Two runners, both VO2max 65 mL/kg/min, both racing a marathon. Runner A: RE 210 mL/kg/km. Runner B: RE 185 mL/kg/km — about 12% more economical. At marathon pace (~80% VO2max), Runner B sustains a faster speed at the same oxygen cost and finishes 6-10 minutes ahead. Same engine, cheaper fuel burn.

We don't yet ingest pace, GPS, or per-stride biomechanics from devices, so running economy isn't computed directly. The training stimuli known to improve it are already part of our endurance prescriptions: high-volume Zone 2 builds the aerobic substrate, short hill repeats and strides develop neuromuscular stiffness, and heavy strength work (3-5 reps at RPE 8-9) on compound lifts improves the elastic return that drops oxygen cost per stride. Future surface: ingest pace + HR from wearables so economy trends can be tracked alongside e1RM (strength) and VO2max (capacity), closing the picture of why two athletes with the same VO2max race differently.

Who / ContextValueNote
Elite male marathoner (Kipchoge tier)~175-190 mL/kg/kmSome of the lowest values ever recorded — minutes of marathon time
Elite female marathoner~180-200 mL/kg/kmComparable to male elites; the gap is in VO2max and LT2, not economy
Sub-elite club runner~200-220 mL/kg/kmRoom to improve — strength work + plyometrics typically yields 3-7%
Recreational runner~220-260 mL/kg/kmBiggest gains come from consistent volume and basic strength work
Trainability — heavy strength+3-8% RE in 8-12 weeksHeavy compound lifts (3-5 reps RPE 8+) consistently improve economy
Trainability — plyometrics+2-6% RE in 6-12 weeksTendon stiffness + elastic return drop oxygen cost per stride
Trainability — high-volume easy running+5-10% RE over a seasonMitochondrial and capillary adaptations make each stride cheaper
  • Running economy is highly individual and partially genetic — limb length, Achilles stiffness, foot strike, and torso geometry all contribute. Two athletes with identical training will not converge on the same RE.
  • Measurement requires a metabolic cart or accurate field protocol. Wearable estimates of 'running economy' (Stryd, Garmin) are proxies based on power or HR, not actual oxygen consumption — useful for tracking trends in one athlete, not for cross-athlete comparison.
  • Improvements come slowly — 2-5% over a year of focused training is a strong result. Beginners gain faster (5-15% in the first 6-12 months) as movement patterns and tissue stiffness adapt.
  • RE is pace-dependent. A runner economical at 5:00/km marathon pace may be wasteful at 3:30/km 5K pace, because stride mechanics and substrate use shift. Always specify the pace when comparing values.

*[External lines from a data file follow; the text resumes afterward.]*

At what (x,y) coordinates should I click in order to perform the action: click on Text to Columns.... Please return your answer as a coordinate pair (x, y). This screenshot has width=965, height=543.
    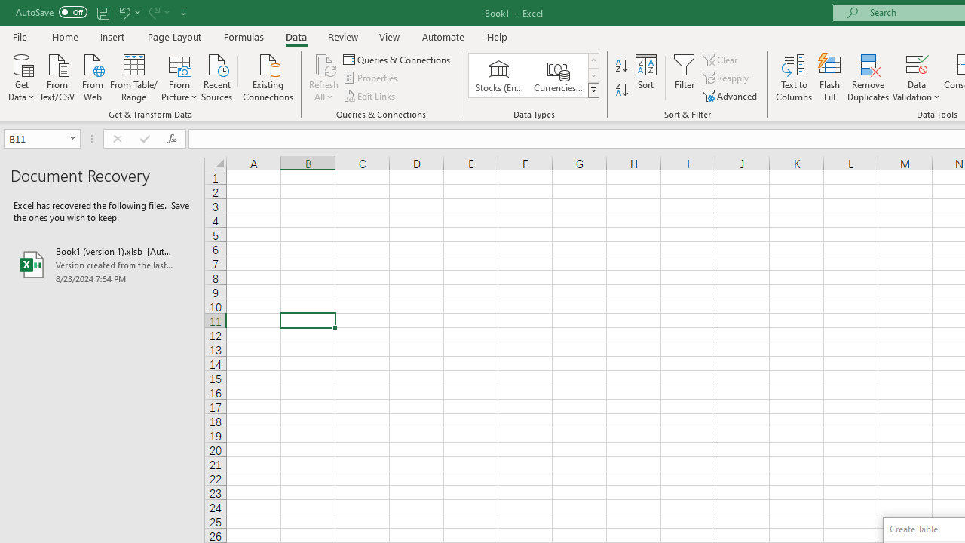
    Looking at the image, I should click on (794, 77).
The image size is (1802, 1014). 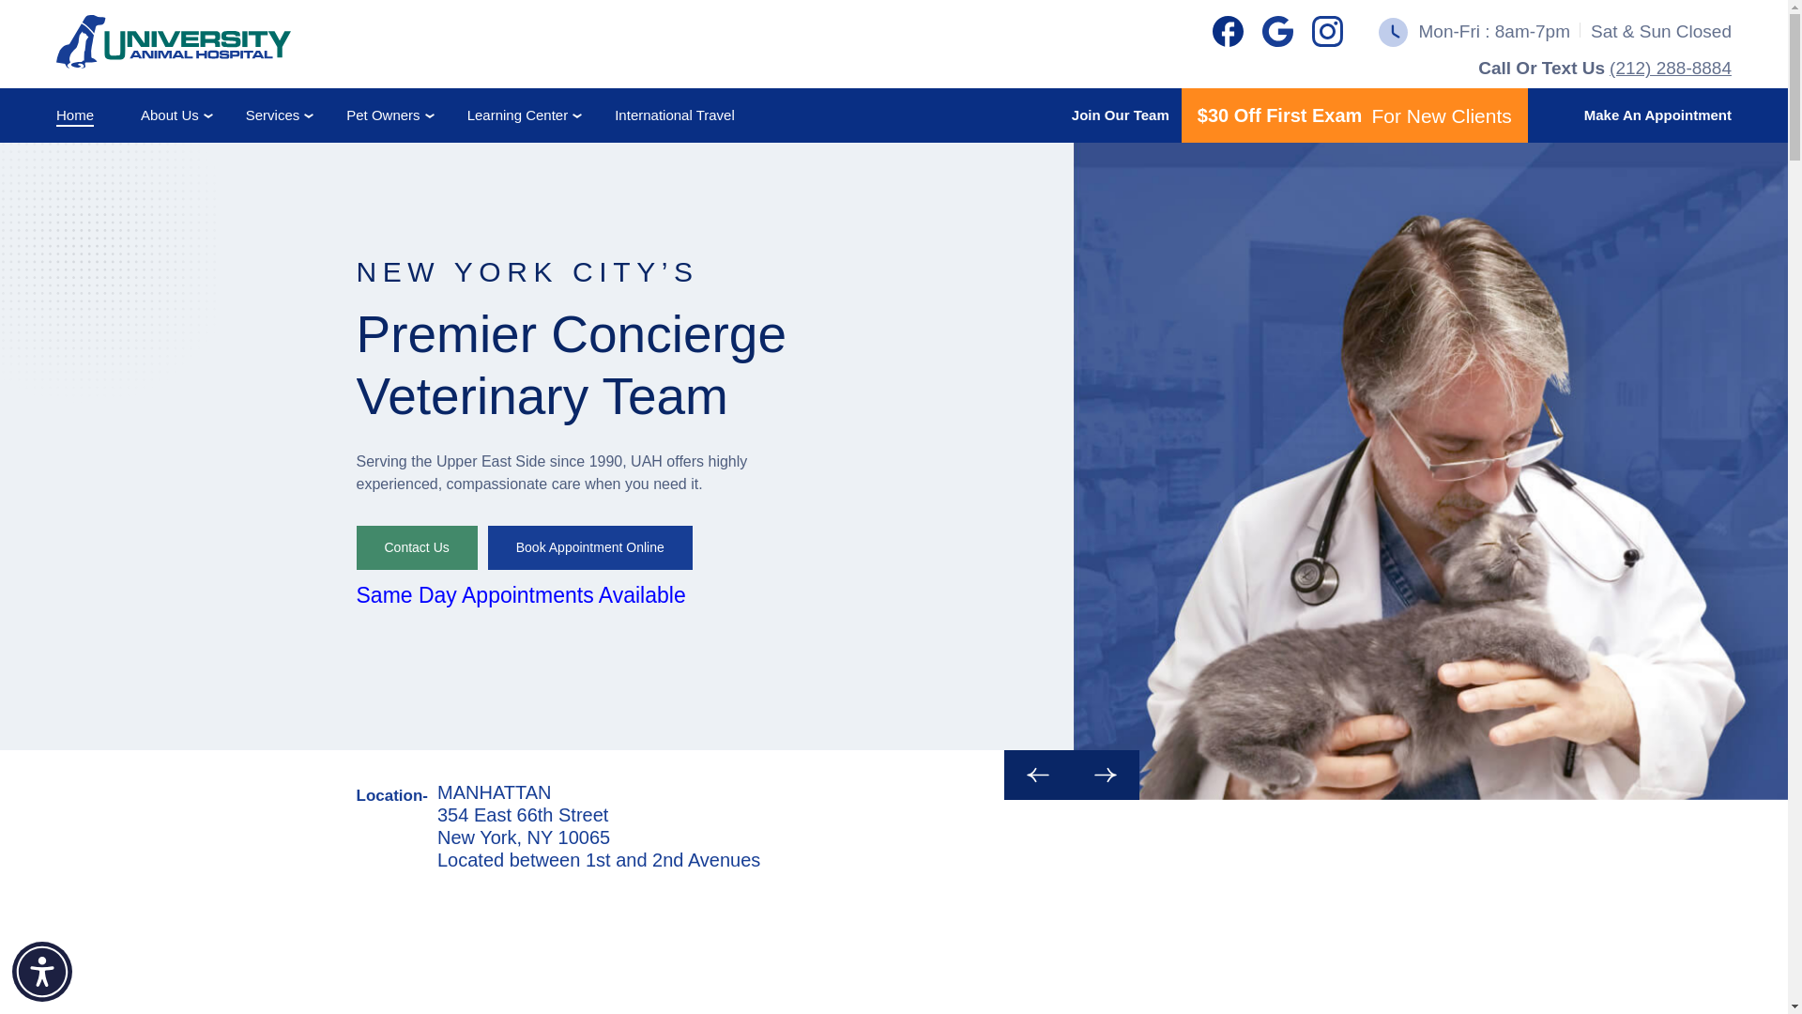 I want to click on Learning Center, so click(x=518, y=114).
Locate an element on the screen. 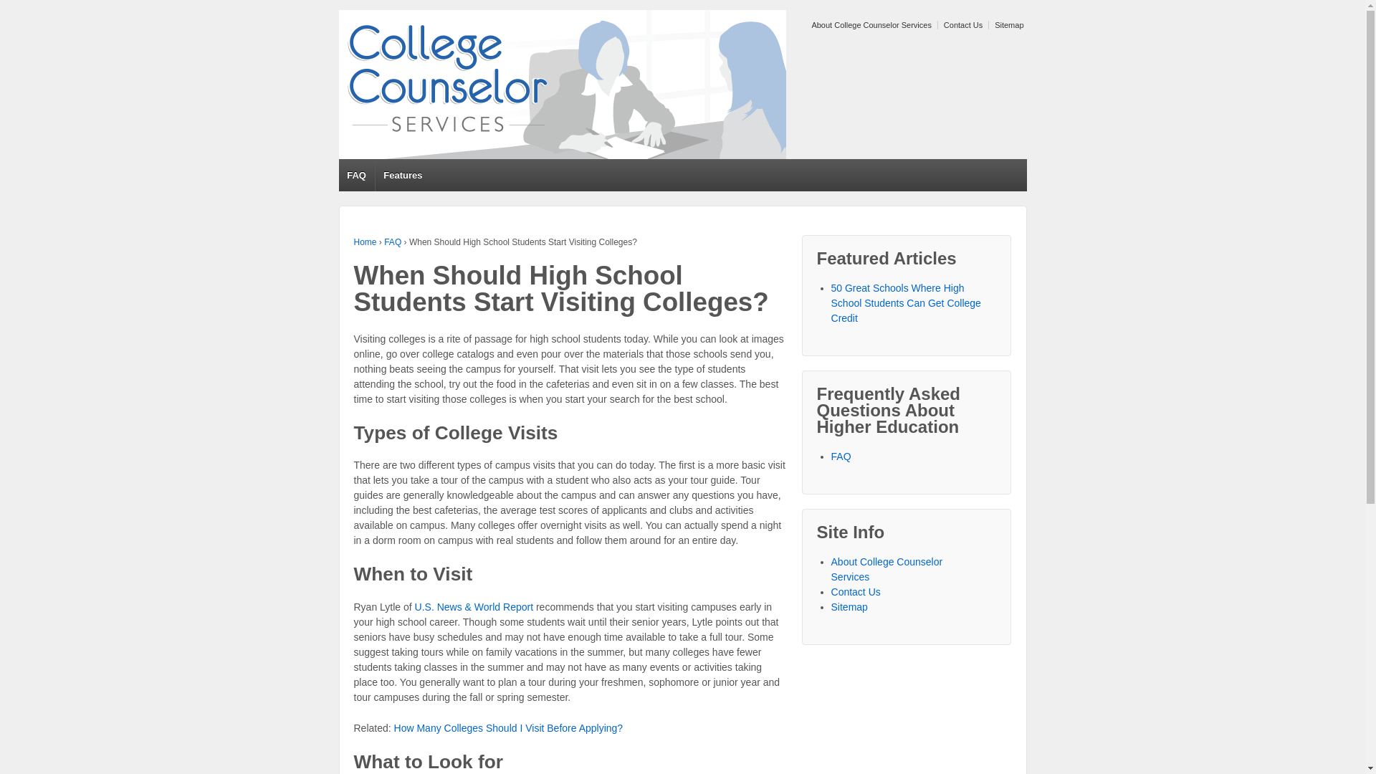  FAQ is located at coordinates (393, 242).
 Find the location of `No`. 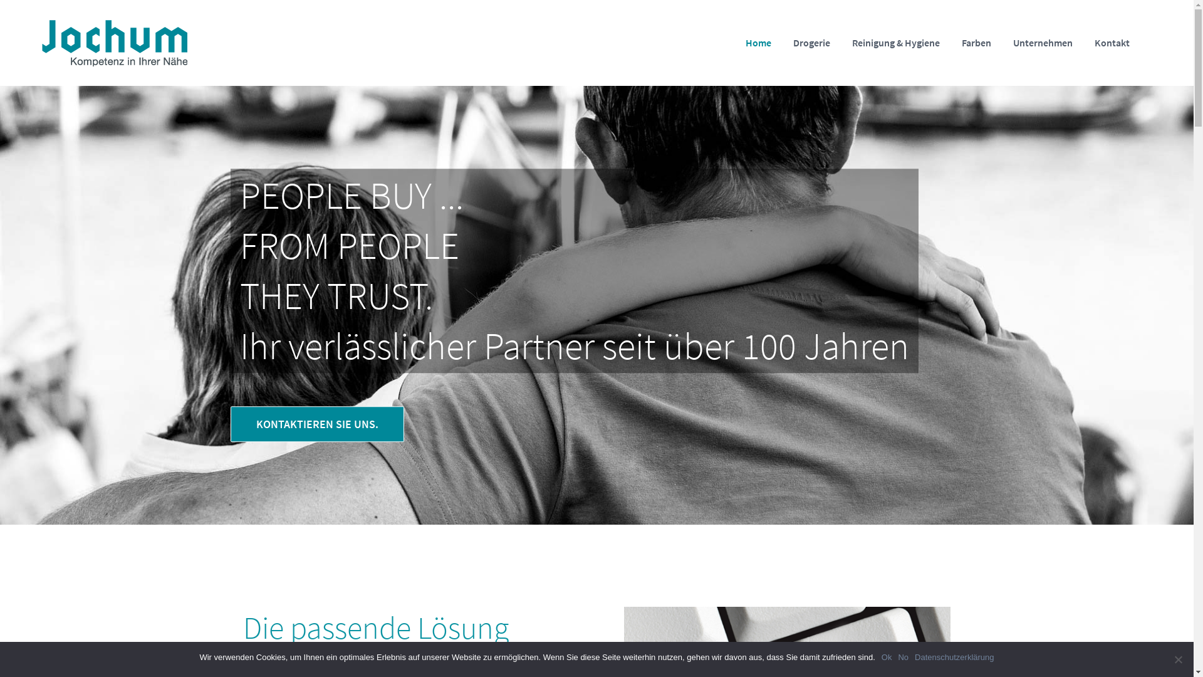

No is located at coordinates (903, 657).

Daniels & Gilbert formalised running economy in the 1970s and demonstrated that elite endurance performance correlates more strongly with RE × LT2 fraction × VO2max than with VO2max alone (Joyner & Coyle, 2008 — the canonical performance model). Saunders et al. (2004) catalogued the training interventions that improve RE in trained runners: heavy strength training (highest-confidence effect), plyometrics, high-volume aerobic work, and altitude exposure. Recent work on shoe technology (Hoogkamer 2018, Vibram/Nike Vaporfly studies) showed that carbon-plated foam can reduce the metabolic cost of running by 4%, the largest single-intervention RE improvement ever published — confirming that economy is a function of both the athlete and the system around them. The mechanism is multi-factorial: tendon stiffness, ground-contact time, vertical oscillation, fibre-type composition, and substrate utilisation all contribute.